The business model for news is not being saved
August 18, 2009 by Dave Earley
Filed under Media, News, Print
The newspaper business model will not be saved with the introduction of paywalls because it is a rejection of the newspaper business model. The current model, entirely based on advertising paying for news, is in the process of being left behind by those who would defend it. It is worrying that users will now be made to pay for news simply because marketing departments are unable to make online advertising work.
The central argument, that users need to pay for news to recoup costs, is an effective raising of the white flag. It’s an admission that, unlike at Google, the media industry is bereft of ideas about how to make online advertising profitable. This extends to the entire industry, all of whom are discussing the merits and timetables of a user-pays model. It just so happens that the News Ltd announcement has thrust that model back into the spotlight.
It reminds me of a rant from David Cross in the outtakes of Arrested Development: “If you can’t market that kind of show and get better ratings, then maybe the problem doesn’t lie here, maybe it lies with marketing”.
In The Australian’s Media and Marketing section on August 10, Mark Day said a paywall would allow newspapers to wrest back control of their business model. How? The way the music industry did, through the “grim enforcement of copyright, uniform action by the music companies and technological advances such as the iTunes micro-payment systems”. The music industry business model was all but destroyed by online, and rather than bludgeoning users to return to the good old days, they instead bow to the consumer who is willing to pay, but demands to control how, when, and what they pay for.
I disagree completely that “the [music] industry was able to wrest back control of its product”. The music industry was dragged kicking and screaming to its knees, finally relinquishing control to a micro-payment model after consumer outrage put a gun to their head and forced the issue. Introducing a user-pays model isn’t about wresting back control of the news product at all, and you could not pick a worse example of an industry to emulate than the music business.
As an aside, in the music industry consumers have always paid for the product. In the news industry, consumers have never paid for the product, advertising has. The cover price of a newspaper wouldn’t cover the cost of the ink on its pages.
Surprisingly there were a few things I agreed with Mark Day about (despite the column’s title, Bloggers may howl, but cash for content makes sense), like his examples of the three strands of news (happening, manufactured, investigated) and what kind of news people might be willing to pay for. It’s a valid argument, and one industry people are having everywhere, but I do wonder if it’s the sense of inevitibility that is now driving the debate. Now that the introduction of pay-per-view content seems inevitable, everyone is expending cognitive energy on the issue, speculating about how the paywall could work, or what content people are willing to pay for. This, instead of developing a model where advertising still pays for news.
Whether it was the classified “rivers of gold” or advertising on the page, the news industry has for some reason given up on that model working online. I find it inexplicable that nobody in the news industry, across the globe, can figure out how to make advertising work online. Google are just smarter, I guess.
No less than the president of media at Thomson Reuters, Chris Ahearn, recently penned a piece titled, Why I believe in the link economy
Blaming the new leaders or aggregators for disrupting the business of the old leaders, or saber-rattling and threatening to sue are not business strategies – they are personal therapy sessions. Go ask a music executive how well it works.
From Mark Day’s Bloggers may howl, but cash for content makes sense
It is clear a free internet has the power to wreck the economic model of newspapers and news-gathering itself. But the irony is, if that were to happen, the most valuable elements of news — that which is investigated, tested and credible — would disappear because of a lack of funding. Ultimately, that serves no one. Society would be the loser.
We do a disservice to society by making that valuable and important news inaccessible, by telling society that, unless you pay, we will withhold the information that informs your understanding of the machinations of government and the economy.
Related reading:
I first started writing this post over a week ago. The biggest addition since then is the Associated Press plan for content charging online, assessed by Nieman Journalism Lab after they got hold an internal AP document labeled, “AP CONFIDENTIAL — NOT FOR DISTRIBUTION.”
- AP’s Online Strategy » Nieman Journalism Lab
- Why I believe in the link economy (Chris Ahearn, President, Media at Thomson Reuters)
- Will Rupert Murdoch Lead Way for Paid Online Content? – TIME
["the pay wall would have destroyed them. Or cured them"] - Economics for CEO dummies – The Future of Journalism – Open Salon
["He made an unfortunately apt comparison between a stale bagel and his newspapers"] - Pitfalls of the pay wall | Knight Digital Media Center
["Before they jump into charging for content, news organizations must bypass the quality journalism argument and answer these five questions instead"] - Rupert Murdoch’s move to charge for content opens doors for competitors | Media | The Guardian
- Economists on pay-per-view online print news – Terry Flew from QUT
UPDATE:
Last week I tweeted about an article that literally took the words out of my mouth in relation to this blog post.
Five Key Reasons Why Newspapers Are Failing | SPLICETODAY.COM
The first point there illustrates this post:
1. Consumers don’t pay for news. They have never paid for news.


Required work
Please return every line of the records below that holds the word "structured".

** Records to use follows **

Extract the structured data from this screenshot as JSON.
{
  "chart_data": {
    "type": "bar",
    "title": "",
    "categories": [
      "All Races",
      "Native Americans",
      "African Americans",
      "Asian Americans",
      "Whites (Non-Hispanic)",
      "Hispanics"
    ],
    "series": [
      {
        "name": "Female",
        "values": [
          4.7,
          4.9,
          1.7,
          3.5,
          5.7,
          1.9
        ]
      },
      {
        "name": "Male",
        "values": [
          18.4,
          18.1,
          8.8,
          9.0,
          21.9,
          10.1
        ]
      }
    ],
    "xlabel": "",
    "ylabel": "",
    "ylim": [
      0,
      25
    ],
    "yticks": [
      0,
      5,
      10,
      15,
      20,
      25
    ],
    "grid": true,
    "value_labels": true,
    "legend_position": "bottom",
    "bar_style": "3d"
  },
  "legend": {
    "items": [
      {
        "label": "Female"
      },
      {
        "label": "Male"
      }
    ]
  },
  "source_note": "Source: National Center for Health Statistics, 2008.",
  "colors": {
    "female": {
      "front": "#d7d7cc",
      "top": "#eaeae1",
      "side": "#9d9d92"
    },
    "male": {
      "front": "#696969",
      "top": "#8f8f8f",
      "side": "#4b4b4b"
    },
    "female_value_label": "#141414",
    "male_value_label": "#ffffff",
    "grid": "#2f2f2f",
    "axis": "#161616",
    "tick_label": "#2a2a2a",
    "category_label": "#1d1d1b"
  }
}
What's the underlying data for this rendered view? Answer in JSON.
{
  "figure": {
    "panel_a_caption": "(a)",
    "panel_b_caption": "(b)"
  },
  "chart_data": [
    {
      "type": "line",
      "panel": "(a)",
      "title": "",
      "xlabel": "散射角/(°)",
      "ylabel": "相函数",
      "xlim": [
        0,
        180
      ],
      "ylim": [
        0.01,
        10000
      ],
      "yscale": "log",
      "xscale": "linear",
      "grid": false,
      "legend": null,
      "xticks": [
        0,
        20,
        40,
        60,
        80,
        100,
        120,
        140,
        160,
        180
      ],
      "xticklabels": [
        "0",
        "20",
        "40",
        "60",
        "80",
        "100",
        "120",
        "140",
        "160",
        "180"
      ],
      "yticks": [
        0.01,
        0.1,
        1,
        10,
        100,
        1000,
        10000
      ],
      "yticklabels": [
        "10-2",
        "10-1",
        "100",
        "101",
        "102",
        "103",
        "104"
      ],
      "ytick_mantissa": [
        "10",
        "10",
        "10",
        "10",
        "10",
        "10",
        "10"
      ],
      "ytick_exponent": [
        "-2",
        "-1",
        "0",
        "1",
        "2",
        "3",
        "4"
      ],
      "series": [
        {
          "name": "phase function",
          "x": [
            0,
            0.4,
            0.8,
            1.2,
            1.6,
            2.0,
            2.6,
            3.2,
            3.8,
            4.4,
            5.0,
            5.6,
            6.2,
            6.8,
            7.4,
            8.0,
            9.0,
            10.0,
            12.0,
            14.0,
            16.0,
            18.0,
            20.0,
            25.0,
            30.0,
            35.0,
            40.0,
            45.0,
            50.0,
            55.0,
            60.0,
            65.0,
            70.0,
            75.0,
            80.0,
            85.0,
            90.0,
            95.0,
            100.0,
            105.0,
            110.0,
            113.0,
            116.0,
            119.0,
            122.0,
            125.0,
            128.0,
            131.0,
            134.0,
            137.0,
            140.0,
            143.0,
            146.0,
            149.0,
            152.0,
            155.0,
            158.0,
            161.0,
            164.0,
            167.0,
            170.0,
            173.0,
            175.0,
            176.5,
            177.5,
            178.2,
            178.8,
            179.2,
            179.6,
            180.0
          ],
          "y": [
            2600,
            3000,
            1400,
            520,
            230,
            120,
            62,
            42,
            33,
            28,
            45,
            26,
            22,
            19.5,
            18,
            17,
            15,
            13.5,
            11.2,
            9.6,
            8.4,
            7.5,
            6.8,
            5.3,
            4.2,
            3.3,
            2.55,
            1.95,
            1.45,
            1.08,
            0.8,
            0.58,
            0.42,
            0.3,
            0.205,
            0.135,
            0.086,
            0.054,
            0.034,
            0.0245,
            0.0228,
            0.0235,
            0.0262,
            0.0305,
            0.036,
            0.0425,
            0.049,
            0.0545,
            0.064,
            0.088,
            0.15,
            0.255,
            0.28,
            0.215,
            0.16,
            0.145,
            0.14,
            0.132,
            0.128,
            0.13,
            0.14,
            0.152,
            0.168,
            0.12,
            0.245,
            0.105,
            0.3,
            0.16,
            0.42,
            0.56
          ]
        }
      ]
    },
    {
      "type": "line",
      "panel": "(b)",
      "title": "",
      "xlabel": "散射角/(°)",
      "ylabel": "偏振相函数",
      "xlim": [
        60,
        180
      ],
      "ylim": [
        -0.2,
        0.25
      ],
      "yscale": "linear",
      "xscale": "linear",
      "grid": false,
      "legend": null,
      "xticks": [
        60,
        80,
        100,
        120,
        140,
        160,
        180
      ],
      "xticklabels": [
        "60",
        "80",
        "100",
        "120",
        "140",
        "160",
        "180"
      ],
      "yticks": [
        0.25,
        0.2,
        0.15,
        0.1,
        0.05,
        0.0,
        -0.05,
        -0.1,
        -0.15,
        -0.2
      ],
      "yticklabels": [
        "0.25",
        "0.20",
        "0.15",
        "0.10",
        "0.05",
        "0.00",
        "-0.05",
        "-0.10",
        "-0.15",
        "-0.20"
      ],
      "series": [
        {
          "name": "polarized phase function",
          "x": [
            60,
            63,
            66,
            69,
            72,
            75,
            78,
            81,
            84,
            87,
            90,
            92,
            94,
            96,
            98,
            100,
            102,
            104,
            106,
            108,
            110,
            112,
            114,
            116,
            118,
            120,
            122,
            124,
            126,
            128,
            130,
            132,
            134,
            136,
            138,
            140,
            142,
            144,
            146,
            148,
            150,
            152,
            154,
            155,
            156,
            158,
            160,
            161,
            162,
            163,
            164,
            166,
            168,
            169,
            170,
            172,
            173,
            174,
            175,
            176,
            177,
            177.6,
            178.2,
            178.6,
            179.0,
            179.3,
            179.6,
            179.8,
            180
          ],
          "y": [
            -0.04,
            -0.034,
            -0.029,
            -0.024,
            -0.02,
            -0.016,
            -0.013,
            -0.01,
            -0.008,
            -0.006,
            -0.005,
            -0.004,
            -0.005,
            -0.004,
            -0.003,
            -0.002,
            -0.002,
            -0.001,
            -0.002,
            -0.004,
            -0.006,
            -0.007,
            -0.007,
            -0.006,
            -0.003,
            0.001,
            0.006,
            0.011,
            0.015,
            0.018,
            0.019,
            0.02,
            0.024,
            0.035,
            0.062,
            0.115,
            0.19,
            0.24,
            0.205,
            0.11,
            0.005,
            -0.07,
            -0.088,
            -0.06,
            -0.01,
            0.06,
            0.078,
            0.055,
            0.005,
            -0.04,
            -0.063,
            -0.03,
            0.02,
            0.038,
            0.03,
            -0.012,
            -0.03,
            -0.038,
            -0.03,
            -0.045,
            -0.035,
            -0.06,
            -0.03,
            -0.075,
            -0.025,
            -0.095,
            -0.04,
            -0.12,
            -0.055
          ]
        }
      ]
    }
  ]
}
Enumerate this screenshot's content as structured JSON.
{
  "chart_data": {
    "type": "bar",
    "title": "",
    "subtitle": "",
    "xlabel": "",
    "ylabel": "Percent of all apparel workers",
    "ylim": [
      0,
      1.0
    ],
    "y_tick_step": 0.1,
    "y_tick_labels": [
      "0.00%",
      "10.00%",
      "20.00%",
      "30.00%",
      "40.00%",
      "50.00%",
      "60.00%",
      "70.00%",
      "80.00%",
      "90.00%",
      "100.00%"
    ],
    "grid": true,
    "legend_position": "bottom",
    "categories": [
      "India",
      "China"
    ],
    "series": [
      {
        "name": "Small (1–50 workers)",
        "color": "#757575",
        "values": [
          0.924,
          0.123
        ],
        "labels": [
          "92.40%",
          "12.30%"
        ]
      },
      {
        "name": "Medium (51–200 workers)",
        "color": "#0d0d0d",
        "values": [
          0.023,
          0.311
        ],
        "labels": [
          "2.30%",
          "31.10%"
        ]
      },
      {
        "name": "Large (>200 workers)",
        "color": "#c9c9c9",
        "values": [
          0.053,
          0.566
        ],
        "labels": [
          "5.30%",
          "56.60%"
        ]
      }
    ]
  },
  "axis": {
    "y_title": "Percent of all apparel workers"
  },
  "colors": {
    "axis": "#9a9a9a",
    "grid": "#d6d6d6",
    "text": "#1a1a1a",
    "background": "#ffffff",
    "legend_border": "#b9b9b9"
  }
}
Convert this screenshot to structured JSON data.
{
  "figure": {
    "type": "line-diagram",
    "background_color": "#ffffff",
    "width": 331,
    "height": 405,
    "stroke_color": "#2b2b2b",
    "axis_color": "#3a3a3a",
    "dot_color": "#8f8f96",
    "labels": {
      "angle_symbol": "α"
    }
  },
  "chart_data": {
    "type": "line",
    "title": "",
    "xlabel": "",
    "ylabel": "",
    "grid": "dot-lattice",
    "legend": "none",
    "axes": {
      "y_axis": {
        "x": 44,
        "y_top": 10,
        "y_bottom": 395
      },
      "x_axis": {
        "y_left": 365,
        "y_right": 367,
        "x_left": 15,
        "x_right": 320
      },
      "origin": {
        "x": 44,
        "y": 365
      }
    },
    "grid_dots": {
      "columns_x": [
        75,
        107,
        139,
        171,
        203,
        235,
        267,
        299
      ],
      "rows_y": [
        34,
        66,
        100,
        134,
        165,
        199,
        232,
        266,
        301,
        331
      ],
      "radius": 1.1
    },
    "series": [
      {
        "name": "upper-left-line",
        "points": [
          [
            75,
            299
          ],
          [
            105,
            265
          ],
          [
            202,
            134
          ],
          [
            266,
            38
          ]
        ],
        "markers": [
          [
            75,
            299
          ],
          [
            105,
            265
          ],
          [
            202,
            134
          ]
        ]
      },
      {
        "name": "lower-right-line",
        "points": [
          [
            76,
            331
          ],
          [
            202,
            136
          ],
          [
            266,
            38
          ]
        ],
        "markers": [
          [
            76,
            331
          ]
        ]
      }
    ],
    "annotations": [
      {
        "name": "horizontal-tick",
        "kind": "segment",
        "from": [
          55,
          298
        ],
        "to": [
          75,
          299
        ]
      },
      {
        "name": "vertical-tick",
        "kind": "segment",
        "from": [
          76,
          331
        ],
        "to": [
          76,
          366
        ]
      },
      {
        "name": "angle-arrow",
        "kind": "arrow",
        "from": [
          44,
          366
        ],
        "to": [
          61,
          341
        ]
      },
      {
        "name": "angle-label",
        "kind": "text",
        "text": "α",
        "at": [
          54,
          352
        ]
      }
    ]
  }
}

** End of Records to use **

Your solution
Extract the structured data from this screenshot as JSON.
Enumerate this screenshot's content as structured JSON.
Convert this screenshot to structured JSON data.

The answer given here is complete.